No tramp of armed foe is heard,
Nor bowstrings' twang, nor arrows' hiss,
Nor sound to scare the nesting bird
On rocky Salamis.
Yet runs the Royal Road to-day,
From Sardis up to Suza town,
And still above the Rhamnian Way
The heights of Marathon look down:
Still from the blue, Ægean wave
The sea-wind sweeps with keen salt breath
The hills that saw the Spartan brave
Comb their long hair for death.
CRUSOE WAS A VAGABOND
Wise men pray for hearth and home, a comely wife to tend them,
And dread to feed the little folks that clamber on their knee;
Their fathers' fields to plough and sow—their old friends to befriend them,
But Crusoe was a vagabond, and ran away to sea.

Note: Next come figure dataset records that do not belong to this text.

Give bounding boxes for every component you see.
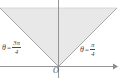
fraction-3pi-over-4: 3π 4 (12, 40, 21, 57)
fraction-numerator-left: 3π (12, 40, 21, 47)
polar-region-figure: θ= 3π 4 θ= π 4 O (0, 0, 119, 81)
label-theta-3pi-over-4: θ= 3π 4 (2, 40, 21, 57)
label-theta-pi-over-4: θ= π 4 (80, 42, 95, 59)
horizontal-axis-arrow-icon (113, 64, 118, 70)
origin-label: O (53, 67, 59, 75)
fraction-denominator-right: 4 (90, 51, 96, 58)
fraction-pi-over-4: π 4 (90, 42, 96, 59)
fraction-numerator-right: π (90, 42, 96, 49)
fraction-denominator-left: 4 (12, 49, 21, 56)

He strayed upon the docks of Hull, and smelt the tar and cordage,
He saw the bales of foreign ware piled high upon the quay,
He heard the seamen singing, and the outbound ship-bells ringing
Across the fog and darkness;—and he ran away to sea.
He might have dwelt by barn and dyke our fathers made before us,
And dipped his fat sheep yearly in the burn that turns the mill;
He might have heard the harvest home go up in lusty chorus,
When the last wain comes lumbering across the moonlit hill.
But he heard the loud surf thundering against the harbour wall,
The brown be-earringed sailor-men all swearing on the quay;
The salt was in his nostrils, and he cared no more at all
For barn or byre or cattle; but he ran away to sea.
The boys he knew are grey, old men, and soon their sons shall lay them
To rest beside the little church upon the spur of hill:
The distant hum of chant and prayers, the feet of them that pray them,
The sunlight and the blackbirds' song shall be about them still.
But he's a homeless wanderer from Rio Grande to Malabar,
And God knows who shall stand by him, or what his end shall be.
The wheeling gulls shall cry his dirge, the great waves drum his burial,
When his poor old battered body slips into the greedy sea.
ERIC DICKINSON
THE GARDEN
Blessed with the green of rains, charged sweet with scent of May,
The garden paths caressed her as she walked with slow foot-fall;
Slight was her frame, but took no pressure of decay,
And age had found age beautiful as when youth gave youth all.
Far over dreamy meadows bells toll the dying sun,
And a quiet is on her spirit for the tender drooping balm
Of the evening filled with perfume the spring has swiftly won,
And the rising moon that greets her in the garden of her calm.